There are some things that fit easily into my daily routine—things that I must do for the day to operate smoothly.
These things include: doing yoga first thing upon rising, making the kids’ lunches before they are out of bed, getting water and snacks into my work bag, doing the dishes before bed, and writing daily.
Sitting down to meditate is not on this list.
I started my journey into meditation while receiving physical therapy for broken wrists in 1991. My therapist told me to find a way to “go somewhere else” while she worked on me. I got some books from the library and began a practice that is now integrated without needing to be named.
I don’t call it meditation anymore, because letting my mind separate from what is happening in my physical world happens without effort. I don’t sit down with a cushion and clear my calendar for any length of time. Yes, occasionally I will listen to a guided meditation on my phone to get some new ideas. Mostly, though, I have learned that my best meditative state happens when I am not planning or focusing on it.
Driving down the highway, I count the white lines and let loose my mind. Doing the dishes, I observe myself and my breath. Walking to the store, I measure my gait and let the rhythm of my steps transport me. Folding clothes, I bask in the glory of the perfect stacks. Gardening, I turn the compost while tuning my thoughts to the frequency of star sound.
Can this be meditation?
I have read books, listened to podcasts, attended lectures and courses, and studied Baba Ram Dass and Jainism. I have slept in the monasteries of Kyoto and Asahikawa to rise at the 4 a.m. gong and sit zazen. I have been cleansed by the smoke of 500 sage branches.
And still, I find meditation to be a dirty word—at least for me.
Meditation has become a buzzword. And I have shied away from trends and fitting in my whole life, so if you ask me if I meditate I will say, “Yes, and no.” In yoga classes, when the teacher invites a moment of stillness, I can easily fall into my favorite visualization of the serpent slithering through me, lighting up my chakras as she passes and coiling up to rest above my head in my eighth chakra, just above the sahasrara.
And still, I don’t meditate. This is because to “meditate” has connotations of effort and technique. Planning a time to fit meditation into my life is impossible. Instead of naming my practice meditation, I choose to leave my practice undefined. This frees me to renovate, reuse, alter, add to, and extrapolate when needed.
So, come join me in a mindful/mindless state; let’s level up our conscious connections to each other and the world around us. Let’s not meditate—together.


* [TASK TO COMPLETE]:
Records follow. Select each line holding "then".

* * *

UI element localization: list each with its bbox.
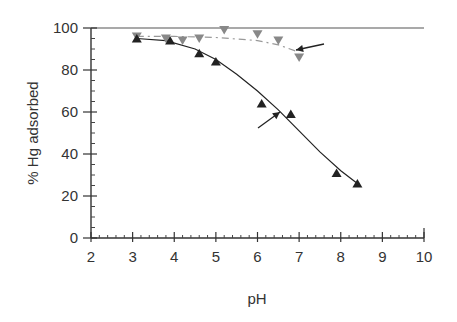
data-points: [132, 26, 363, 187]
triangle-down-marker: [194, 35, 204, 44]
triangle-up-marker: [257, 99, 267, 108]
fit-curves: [137, 36, 358, 183]
x-tick-label: 5: [212, 248, 220, 265]
y-tick-label: 100: [53, 19, 78, 36]
triangle-down-marker: [253, 30, 263, 39]
axes: 0204060801002345678910: [53, 19, 432, 265]
x-tick-label: 3: [128, 248, 136, 265]
x-tick-label: 6: [253, 248, 261, 265]
arrow-icon: [272, 112, 280, 119]
triangle-down-marker: [219, 26, 229, 34]
x-tick-label: 4: [170, 248, 178, 265]
y-tick-label: 80: [61, 61, 78, 78]
x-axis-label: pH: [247, 290, 266, 307]
y-tick-label: 40: [61, 145, 78, 162]
x-tick-label: 8: [337, 248, 345, 265]
y-tick-label: 0: [70, 229, 78, 246]
y-tick-label: 20: [61, 187, 78, 204]
arrow-icon: [296, 45, 304, 52]
triangle-up-marker: [286, 110, 296, 119]
x-tick-label: 10: [416, 248, 433, 265]
x-tick-label: 7: [295, 248, 303, 265]
y-tick-label: 60: [61, 103, 78, 120]
x-tick-label: 2: [87, 248, 95, 265]
y-axis-label: % Hg adsorbed: [24, 81, 41, 184]
chart: 0204060801002345678910 pH % Hg adsorbed: [0, 0, 457, 322]
x-tick-label: 9: [378, 248, 386, 265]
triangle-down-marker: [294, 53, 304, 62]
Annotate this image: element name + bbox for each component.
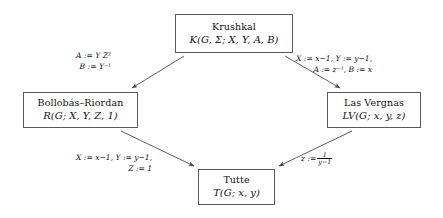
arrow-krushkal-to-bollobas-riordan <box>132 56 184 88</box>
edge-label-line-1: X := x−1, Y := y−1, <box>76 152 152 163</box>
node-bollobas-riordan-formula: R(G; X, Y, Z, 1) <box>43 110 118 123</box>
edge-label-las-vergnas-to-tutte: z :=1y−1 <box>301 152 333 166</box>
edge-label-line-1: A := Y Z² <box>76 50 111 61</box>
edge-label-line-2: B := Y⁻¹ <box>76 61 111 72</box>
node-tutte-name: Tutte <box>223 174 249 186</box>
node-las-vergnas-formula: LV(G; x, y, z) <box>343 110 406 123</box>
edge-label-krushkal-to-bollobas-riordan: A := Y Z² B := Y⁻¹ <box>76 50 111 72</box>
node-bollobas-riordan[interactable]: Bollobás–Riordan R(G; X, Y, Z, 1) <box>23 92 138 128</box>
edge-label-bollobas-riordan-to-tutte: X := x−1, Y := y−1, Z := 1 <box>76 152 152 174</box>
node-bollobas-riordan-name: Bollobás–Riordan <box>38 97 124 109</box>
node-las-vergnas-name: Las Vergnas <box>344 97 404 109</box>
node-tutte[interactable]: Tutte T(G; x, y) <box>198 169 275 205</box>
node-tutte-formula: T(G; x, y) <box>213 187 260 200</box>
edge-label-assignment-prefix: z := <box>301 154 316 163</box>
node-las-vergnas[interactable]: Las Vergnas LV(G; x, y, z) <box>327 92 421 128</box>
commutative-diagram: Krushkal K(G, Σ; X, Y, A, B) Bollobás–Ri… <box>0 0 443 218</box>
node-krushkal-name: Krushkal <box>212 21 256 33</box>
node-krushkal-formula: K(G, Σ; X, Y, A, B) <box>190 34 279 47</box>
fraction: 1y−1 <box>317 152 332 166</box>
edge-label-line-2: A := z⁻¹, B := x <box>296 64 372 75</box>
node-krushkal[interactable]: Krushkal K(G, Σ; X, Y, A, B) <box>175 14 293 53</box>
edge-label-line-2: Z := 1 <box>76 163 152 174</box>
fraction-denominator: y−1 <box>317 159 332 166</box>
edge-label-krushkal-to-las-vergnas: X := x−1, Y := y−1, A := z⁻¹, B := x <box>296 53 372 75</box>
edge-label-line-1: X := x−1, Y := y−1, <box>296 53 372 64</box>
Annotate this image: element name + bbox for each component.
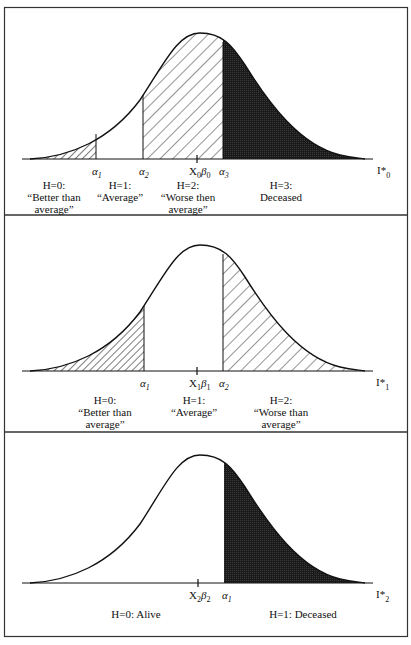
- svg-text:“Worse than: “Worse than: [254, 406, 309, 418]
- category-label-h0: H=0: Alive: [111, 608, 160, 620]
- axis-label: I*: [377, 164, 386, 176]
- category-label-h2: H=2: “Worse then average”: [161, 179, 216, 215]
- density-curve: [30, 455, 365, 583]
- axis-label: I*: [376, 588, 385, 600]
- svg-text:H=1:: H=1:: [109, 179, 132, 191]
- region-h3-dark-fill: [223, 20, 373, 160]
- svg-text:average”: average”: [261, 418, 300, 430]
- category-label-h2: H=2: “Worse than average”: [254, 394, 309, 430]
- category-label-h1: H=1: “Average”: [171, 394, 217, 418]
- svg-text:H=2:: H=2:: [177, 179, 200, 191]
- svg-text:H=1:: H=1:: [183, 394, 206, 406]
- svg-text:I*2: I*2: [376, 588, 389, 604]
- svg-text:H=2:: H=2:: [270, 394, 293, 406]
- svg-text:α2: α2: [139, 165, 149, 180]
- category-label-h0: H=0: “Better than average”: [78, 394, 132, 430]
- ordered-probit-figure: α1 α2 X0β0 α3 I*0 H=0: “Better than aver…: [0, 0, 411, 645]
- svg-text:X2β2: X2β2: [189, 589, 210, 604]
- svg-text:α1: α1: [92, 165, 102, 180]
- panel-1: α1 X1β1 α2 I*1 H=0: “Better than average…: [20, 230, 389, 430]
- density-curve: [30, 245, 365, 371]
- category-label-h3: H=3: Deceased: [260, 179, 303, 203]
- svg-text:I*1: I*1: [376, 376, 389, 392]
- svg-text:H=0:: H=0:: [94, 394, 117, 406]
- svg-text:H=0:: H=0:: [43, 179, 66, 191]
- svg-text:“Average”: “Average”: [97, 191, 143, 203]
- region-h1-dark-fill: [224, 440, 374, 584]
- svg-text:average”: average”: [168, 203, 207, 215]
- mean-label: X: [189, 377, 197, 389]
- svg-text:α3: α3: [219, 165, 229, 180]
- svg-text:α2: α2: [219, 377, 229, 392]
- svg-text:H=3:: H=3:: [270, 179, 293, 191]
- category-label-h0: H=0: “Better than average”: [27, 179, 81, 215]
- svg-text:“Worse then: “Worse then: [161, 191, 216, 203]
- svg-text:X0β0: X0β0: [189, 165, 210, 180]
- region-h2-sparse-hatch: [223, 230, 373, 372]
- mean-label: X: [189, 165, 197, 177]
- svg-text:average”: average”: [34, 203, 73, 215]
- category-label-h1: H=1: Deceased: [269, 608, 337, 620]
- svg-text:α1: α1: [222, 589, 232, 604]
- region-h0-dense-hatch: [20, 230, 144, 372]
- panel-2: X2β2 α1 I*2 H=0: Alive H=1: Deceased: [22, 440, 389, 620]
- svg-text:“Better than: “Better than: [27, 191, 81, 203]
- svg-text:Deceased: Deceased: [260, 191, 303, 203]
- svg-text:“Average”: “Average”: [171, 406, 217, 418]
- svg-text:α1: α1: [140, 377, 150, 392]
- axis-label: I*: [376, 376, 385, 388]
- category-label-h1: H=1: “Average”: [97, 179, 143, 203]
- svg-text:“Better than: “Better than: [78, 406, 132, 418]
- svg-text:average”: average”: [85, 418, 124, 430]
- region-h0-dense-hatch: [20, 20, 96, 160]
- svg-text:I*0: I*0: [377, 164, 390, 180]
- panel-0: α1 α2 X0β0 α3 I*0 H=0: “Better than aver…: [20, 20, 390, 215]
- mean-label: X: [189, 589, 197, 601]
- region-h2-sparse-hatch: [143, 20, 223, 160]
- svg-text:X1β1: X1β1: [189, 377, 210, 392]
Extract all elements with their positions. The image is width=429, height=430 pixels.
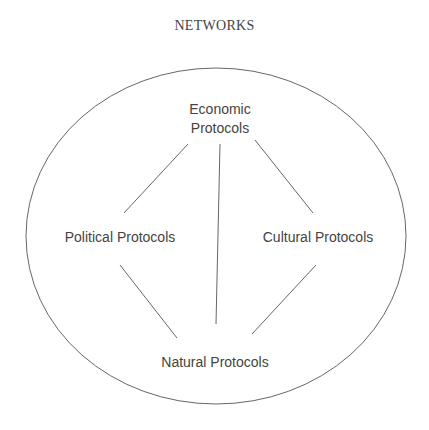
node-political-protocols: Political Protocols <box>50 229 190 245</box>
edge-economic-political <box>124 144 188 213</box>
node-economic-line2: Protocols <box>168 119 272 138</box>
node-cultural-protocols: Cultural Protocols <box>250 229 386 245</box>
edge-political-natural <box>120 265 177 338</box>
node-natural-protocols: Natural Protocols <box>150 354 280 370</box>
edge-economic-cultural <box>255 140 313 213</box>
edge-economic-natural <box>216 144 220 324</box>
node-economic-protocols: Economic Protocols <box>168 100 272 138</box>
node-economic-line1: Economic <box>168 100 272 119</box>
edge-cultural-natural <box>252 265 316 334</box>
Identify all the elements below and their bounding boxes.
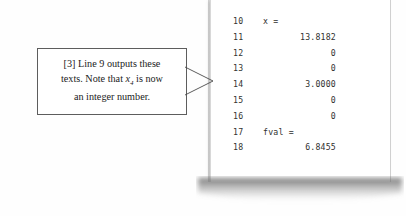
code-listing: 10 x = 11 13.8182 12 0 13 0 14 3.0000 15: [211, 14, 390, 156]
line-number: 11: [211, 30, 255, 46]
code-line-text: 6.8455: [255, 140, 390, 156]
annotation-callout-text: [3] Line 9 outputs these texts. Note tha…: [38, 49, 186, 105]
code-row: 10 x =: [211, 14, 390, 30]
code-row: 17 fval =: [211, 125, 390, 141]
code-line-text: 0: [255, 46, 390, 62]
line-number: 13: [211, 61, 255, 77]
code-row: 13 0: [211, 61, 390, 77]
code-line-text: 0: [255, 109, 390, 125]
code-line-text: fval =: [255, 125, 390, 141]
annotation-callout-box: [3] Line 9 outputs these texts. Note tha…: [37, 48, 187, 115]
line-number: 17: [211, 125, 255, 141]
code-row: 16 0: [211, 109, 390, 125]
callout-line-3: an integer number.: [44, 90, 180, 105]
callout-line-2-suffix: is now: [134, 73, 163, 84]
code-line-text: 0: [255, 93, 390, 109]
callout-line-2: texts. Note that x4 is now: [44, 72, 180, 91]
code-row: 18 6.8455: [211, 140, 390, 156]
line-number: 14: [211, 77, 255, 93]
line-number: 18: [211, 140, 255, 156]
code-line-text: 13.8182: [255, 30, 390, 46]
code-line-text: 3.0000: [255, 77, 390, 93]
code-line-text: x =: [255, 14, 390, 30]
code-row: 12 0: [211, 46, 390, 62]
code-line-text: 0: [255, 61, 390, 77]
callout-line-1: [3] Line 9 outputs these: [44, 57, 180, 72]
line-number: 10: [211, 14, 255, 30]
line-number: 16: [211, 109, 255, 125]
line-number: 15: [211, 93, 255, 109]
line-number: 12: [211, 46, 255, 62]
code-row: 14 3.0000: [211, 77, 390, 93]
callout-line-2-prefix: texts. Note that: [61, 73, 126, 84]
figure-container: 10 x = 11 13.8182 12 0 13 0 14 3.0000 15: [0, 0, 406, 216]
code-row: 15 0: [211, 93, 390, 109]
code-listing-panel: 10 x = 11 13.8182 12 0 13 0 14 3.0000 15: [210, 0, 391, 182]
code-row: 11 13.8182: [211, 30, 390, 46]
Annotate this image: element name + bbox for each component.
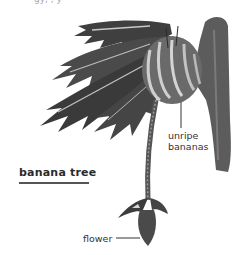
banana-tree-diagram: gy, , y [0,0,240,255]
banana-tree-illustration [0,0,240,255]
diagram-title: banana tree [19,166,96,179]
label-flower: flower [83,233,112,244]
label-unripe-line1: unripe [168,130,198,141]
banana-flower [118,198,168,246]
label-unripe-line2: bananas [168,141,209,152]
title-underline [19,182,89,184]
flower-stem [147,100,156,200]
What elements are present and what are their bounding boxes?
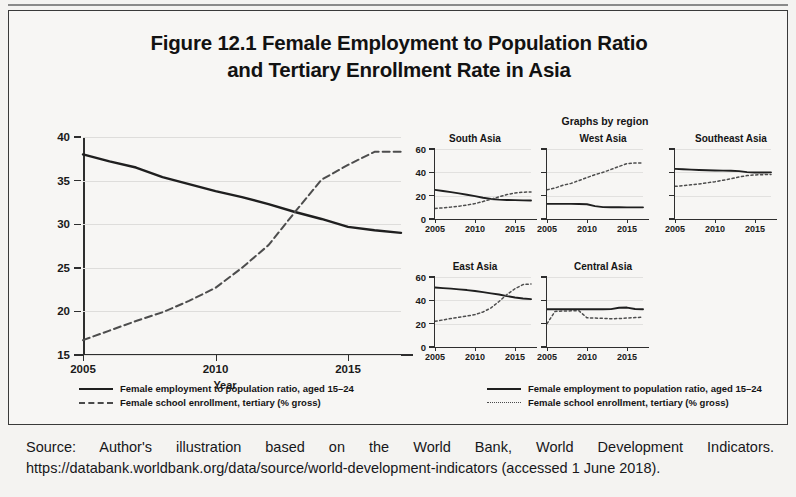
panel-y-axis [434,277,435,347]
series-layer [83,137,403,357]
series-line-solid [83,154,401,232]
x-axis-label: 2005 [665,224,685,234]
panel-y-axis [434,149,435,219]
x-axis-label: 2015 [617,352,637,362]
series-line-dotted [547,311,643,324]
y-axis-label: 40 [57,131,70,143]
x-axis-label: 2015 [617,224,637,234]
y-axis-tick [74,354,81,355]
y-axis-label: 30 [57,218,70,230]
figure-page: Figure 12.1 Female Employment to Populat… [0,0,796,497]
legend-left-row-enrollment: Female school enrollment, tertiary (% gr… [79,397,354,408]
x-axis-label: 2015 [505,352,525,362]
x-axis-label: 2010 [203,363,229,375]
legend-left-label-employment: Female employment to population ratio, a… [120,383,354,394]
series-layer [435,277,533,349]
panel-x-axis [433,347,537,348]
figure-title-line-2: and Tertiary Enrollment Rate in Asia [9,56,789,83]
source-line-1: Source: Author's illustration based on t… [26,437,774,458]
legend-solid-line-key-icon [79,384,113,394]
series-line-dotted [675,174,771,186]
series-line-solid [435,190,531,201]
panel-x-axis [433,219,537,220]
panel-south-asia: South Asia0204060200520102015 [413,133,537,237]
panel-y-axis [674,149,675,219]
x-axis-label: 2010 [705,224,725,234]
series-line-solid [547,204,643,208]
x-axis-label: 2010 [465,352,485,362]
figure-title-line-1: Figure 12.1 Female Employment to Populat… [9,29,789,56]
source-line-2: https://databank.worldbank.org/data/sour… [26,458,774,479]
x-axis-label: 2005 [425,352,445,362]
panel-plot-area: 0204060200520102015 [547,149,643,219]
panel-southeast-asia: Southeast Asia0204060200520102015 [669,133,793,237]
series-line-solid [435,288,531,300]
legend-left: Female employment to population ratio, a… [79,383,354,411]
legend-solid-line-key-icon [487,384,521,394]
figure-title: Figure 12.1 Female Employment to Populat… [9,29,789,83]
panel-plot-area: 0204060200520102015 [547,277,643,347]
x-axis-label: 2005 [537,224,557,234]
panel-title: West Asia [541,133,665,144]
legend-right-row-enrollment: Female school enrollment, tertiary (% gr… [487,397,762,408]
y-axis-label: 40 [415,295,426,306]
y-axis-label: 40 [415,167,426,178]
y-axis-tick [74,224,81,225]
y-axis-label: 0 [421,342,426,353]
panel-plot-area: 0204060200520102015 [435,149,531,219]
series-line-dotted [547,163,643,190]
series-layer [547,277,645,349]
x-axis-label: 2010 [465,224,485,234]
series-line-solid [675,169,771,173]
y-axis-label: 15 [57,349,70,361]
legend-right-row-employment: Female employment to population ratio, a… [487,383,762,394]
panel-central-asia: Central Asia0204060200520102015 [541,261,665,365]
panel-east-asia: East Asia0204060200520102015 [413,261,537,365]
series-line-dashed [83,152,401,340]
series-line-dotted [435,284,531,321]
y-axis-tick [74,136,81,137]
x-axis-label: 2015 [505,224,525,234]
legend-left-label-enrollment: Female school enrollment, tertiary (% gr… [120,397,321,408]
panel-x-axis [545,219,649,220]
x-axis-label: 2005 [537,352,557,362]
x-axis-label: 2015 [335,363,361,375]
y-axis-label: 35 [57,175,70,187]
panel-y-axis [546,149,547,219]
x-axis-label: 2005 [425,224,445,234]
y-axis-label: 20 [415,190,426,201]
x-axis-label: 2005 [70,363,96,375]
x-axis-label: 2010 [577,224,597,234]
source-note: Source: Author's illustration based on t… [26,437,774,479]
panel-title: Central Asia [541,261,665,272]
panel-x-axis [673,219,777,220]
panel-title: South Asia [413,133,537,144]
main-chart-plot-area: 152025303540200520102015 [83,137,401,355]
y-axis-label: 60 [415,272,426,283]
y-axis-label: 25 [57,262,70,274]
small-multiples-header: Graphs by region [409,115,796,127]
x-axis-label: 2010 [577,352,597,362]
small-multiples: Graphs by region South Asia0204060200520… [409,115,796,377]
panel-west-asia: West Asia0204060200520102015 [541,133,665,237]
y-axis-label: 0 [421,214,426,225]
panel-x-axis [545,347,649,348]
main-chart: 152025303540200520102015 Year [35,123,415,373]
y-axis-label: 20 [415,318,426,329]
series-line-solid [547,308,643,310]
panel-y-axis [546,277,547,347]
figure-frame: Figure 12.1 Female Employment to Populat… [8,10,788,425]
legend-left-row-employment: Female employment to population ratio, a… [79,383,354,394]
y-axis-label: 20 [57,305,70,317]
panel-plot-area: 0204060200520102015 [675,149,771,219]
y-axis-tick [74,267,81,268]
page-top-rule [8,4,788,6]
legend-right-label-employment: Female employment to population ratio, a… [528,383,762,394]
y-axis-tick [74,180,81,181]
panel-title: East Asia [413,261,537,272]
legend-right-label-enrollment: Female school enrollment, tertiary (% gr… [528,397,729,408]
series-layer [547,149,645,221]
legend-dashed-line-key-icon [79,398,113,408]
panel-plot-area: 0204060200520102015 [435,277,531,347]
y-axis-tick [74,311,81,312]
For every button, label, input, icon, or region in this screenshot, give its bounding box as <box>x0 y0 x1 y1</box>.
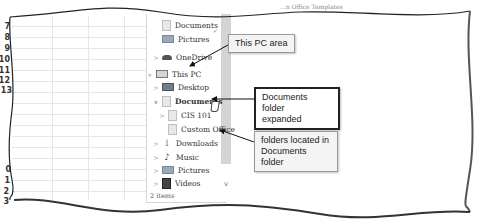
nav-item-music[interactable]: > ♪ Music <box>152 150 199 164</box>
grid-row-line <box>12 81 148 82</box>
chevron-down-icon[interactable]: v <box>152 98 160 105</box>
grid-row-line <box>12 158 148 159</box>
nav-item-cis-101[interactable]: > CIS 101 <box>158 108 212 122</box>
row-number: 12 <box>0 76 10 86</box>
row-number: 7 <box>0 22 10 32</box>
nav-item-downloads[interactable]: > ↓ Downloads <box>152 136 218 150</box>
grid-row-line <box>12 191 148 192</box>
nav-item-videos[interactable]: > Videos <box>152 176 200 190</box>
callout-documents-expanded: Documents folder expanded <box>254 87 340 130</box>
grid-row-line <box>12 114 148 115</box>
nav-item-label: Downloads <box>176 139 218 148</box>
folder-icon <box>162 20 171 31</box>
screenshot-frame: ...n Office Templates 7 8 9 10 11 12 13 … <box>0 0 478 224</box>
nav-item-onedrive[interactable]: > OneDrive <box>152 50 212 64</box>
computer-icon <box>156 70 168 78</box>
pin-icon: ✓ <box>213 27 218 34</box>
pictures-icon <box>162 35 174 43</box>
callout-folders-in-documents: folders located in Documents folder <box>254 131 338 172</box>
onedrive-cloud-icon <box>162 55 172 60</box>
grid-column-line <box>52 16 53 200</box>
callout-text: folders located in <box>261 135 331 146</box>
chevron-right-icon[interactable]: > <box>152 54 160 61</box>
grid-row-line <box>12 180 148 181</box>
grid-row-line <box>12 125 148 126</box>
nav-item-label: This PC <box>172 70 201 79</box>
grid-row-line <box>12 70 148 71</box>
row-number: 3 <box>0 197 9 207</box>
callout-text: Documents folder <box>261 146 331 168</box>
nav-item-label: Videos <box>175 179 200 188</box>
folder-icon <box>168 110 177 121</box>
chevron-right-icon[interactable]: > <box>158 112 166 119</box>
callout-text: This PC area <box>235 38 288 48</box>
nav-item-label: Music <box>176 153 199 162</box>
nav-item-label: Pictures <box>178 166 209 175</box>
documents-folder-icon <box>162 96 171 107</box>
row-number: 2 <box>0 187 9 197</box>
callout-text: expanded <box>262 114 332 125</box>
nav-item-label: Desktop <box>178 83 209 92</box>
chevron-down-icon[interactable]: v <box>146 71 154 78</box>
nav-item-quick-documents[interactable]: Documents <box>152 18 218 32</box>
nav-item-quick-pictures[interactable]: Pictures <box>152 32 209 46</box>
grid-row-line <box>12 37 148 38</box>
status-item-count: 2 items <box>150 192 174 200</box>
download-icon: ↓ <box>162 139 172 147</box>
scroll-down-arrow-icon[interactable]: v <box>224 180 228 188</box>
callout-text: Documents folder <box>262 92 332 114</box>
grid-row-line <box>12 48 148 49</box>
grid-row-line <box>12 59 148 60</box>
nav-item-label: OneDrive <box>176 53 212 62</box>
row-number: 11 <box>0 66 10 76</box>
music-icon: ♪ <box>162 153 172 161</box>
videos-icon <box>162 178 171 189</box>
grid-row-line <box>12 26 148 27</box>
grid-column-line <box>124 16 125 200</box>
grid-column-line <box>88 16 89 200</box>
nav-item-label: Documents <box>175 21 218 30</box>
grid-row-line <box>12 147 148 148</box>
chevron-right-icon[interactable]: > <box>152 154 160 161</box>
chevron-right-icon[interactable]: > <box>152 167 160 174</box>
row-number: 9 <box>0 44 10 54</box>
row-number: 13 <box>0 86 12 96</box>
row-number: 0 <box>0 165 11 175</box>
row-number: 10 <box>0 55 10 65</box>
row-number: 1 <box>0 176 10 186</box>
row-number: 8 <box>0 33 10 43</box>
desktop-icon <box>162 83 174 91</box>
nav-item-pictures[interactable]: > Pictures <box>152 163 209 177</box>
chevron-right-icon[interactable]: > <box>152 84 160 91</box>
spreadsheet-grid <box>12 16 148 200</box>
grid-row-line <box>12 92 148 93</box>
nav-item-desktop[interactable]: > Desktop <box>152 80 209 94</box>
callout-this-pc-area: This PC area <box>228 34 295 53</box>
background-window-title: ...n Office Templates <box>280 3 343 10</box>
nav-item-custom-office[interactable]: Custom Office <box>158 122 235 136</box>
folder-icon <box>168 124 177 135</box>
nav-item-label: Custom Office <box>181 125 235 134</box>
grid-row-line <box>12 103 148 104</box>
nav-item-this-pc[interactable]: v This PC <box>146 67 201 81</box>
pictures-icon <box>162 166 174 174</box>
chevron-right-icon[interactable]: > <box>152 140 160 147</box>
grid-row-line <box>12 169 148 170</box>
nav-item-label: Pictures <box>178 35 209 44</box>
chevron-right-icon[interactable]: > <box>152 180 160 187</box>
nav-item-label: CIS 101 <box>181 111 212 120</box>
grid-row-line <box>12 136 148 137</box>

* * *

* [RESPONSE TO THE EXERCISE]:
- category-label-h2: H=2: “Worse then average”: [161, 179, 216, 215]
- svg-text:“Worse then: “Worse then: [161, 191, 216, 203]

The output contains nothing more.